Give again, exactly, every line of the entries below from the one that has "The height and width of the screenshot is (798, 1418)." to the last.

Entries taken from a collection:
^^^^

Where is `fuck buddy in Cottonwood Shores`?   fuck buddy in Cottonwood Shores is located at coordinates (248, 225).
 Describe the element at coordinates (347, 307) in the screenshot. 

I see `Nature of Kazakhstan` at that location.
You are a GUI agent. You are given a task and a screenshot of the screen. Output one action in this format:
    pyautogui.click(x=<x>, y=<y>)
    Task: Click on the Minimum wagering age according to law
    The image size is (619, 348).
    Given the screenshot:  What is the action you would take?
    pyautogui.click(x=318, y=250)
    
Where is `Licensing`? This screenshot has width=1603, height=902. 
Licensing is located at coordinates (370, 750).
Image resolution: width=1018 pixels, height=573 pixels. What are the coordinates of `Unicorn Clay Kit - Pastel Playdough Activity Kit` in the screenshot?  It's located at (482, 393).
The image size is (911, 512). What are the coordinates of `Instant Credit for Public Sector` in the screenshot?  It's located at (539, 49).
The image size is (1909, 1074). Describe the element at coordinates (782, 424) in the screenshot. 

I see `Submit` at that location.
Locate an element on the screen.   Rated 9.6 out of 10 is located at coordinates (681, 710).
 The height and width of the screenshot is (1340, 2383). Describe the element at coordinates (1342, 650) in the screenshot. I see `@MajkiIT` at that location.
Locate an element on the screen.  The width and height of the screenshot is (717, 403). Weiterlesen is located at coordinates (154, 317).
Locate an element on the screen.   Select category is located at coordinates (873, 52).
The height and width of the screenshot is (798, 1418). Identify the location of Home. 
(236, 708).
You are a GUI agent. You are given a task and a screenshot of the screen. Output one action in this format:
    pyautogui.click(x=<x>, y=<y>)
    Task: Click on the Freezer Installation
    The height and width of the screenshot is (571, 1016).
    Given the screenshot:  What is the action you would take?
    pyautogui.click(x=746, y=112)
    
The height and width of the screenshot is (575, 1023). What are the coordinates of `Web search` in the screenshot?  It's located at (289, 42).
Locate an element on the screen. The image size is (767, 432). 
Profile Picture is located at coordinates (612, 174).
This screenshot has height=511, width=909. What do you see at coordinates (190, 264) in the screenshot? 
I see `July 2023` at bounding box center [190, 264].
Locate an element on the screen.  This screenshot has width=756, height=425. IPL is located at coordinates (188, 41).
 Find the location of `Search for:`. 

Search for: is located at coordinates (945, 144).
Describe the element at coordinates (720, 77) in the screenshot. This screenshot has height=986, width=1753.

^^^^

_ANSWER BOX_.
The height and width of the screenshot is (798, 1418). Identify the location of Home. 
(236, 708).
You are a GUI agent. You are given a task and a screenshot of the screen. Output one action in this format:
    pyautogui.click(x=<x>, y=<y>)
    Task: Click on the Freezer Installation
    The height and width of the screenshot is (571, 1016).
    Given the screenshot:  What is the action you would take?
    pyautogui.click(x=746, y=112)
    
The height and width of the screenshot is (575, 1023). What are the coordinates of `Web search` in the screenshot?  It's located at (289, 42).
Locate an element on the screen. The image size is (767, 432). 
Profile Picture is located at coordinates (612, 174).
This screenshot has height=511, width=909. What do you see at coordinates (190, 264) in the screenshot? 
I see `July 2023` at bounding box center [190, 264].
Locate an element on the screen.  This screenshot has width=756, height=425. IPL is located at coordinates (188, 41).
 Find the location of `Search for:`. 

Search for: is located at coordinates (945, 144).
Describe the element at coordinates (720, 77) in the screenshot. This screenshot has height=986, width=1753.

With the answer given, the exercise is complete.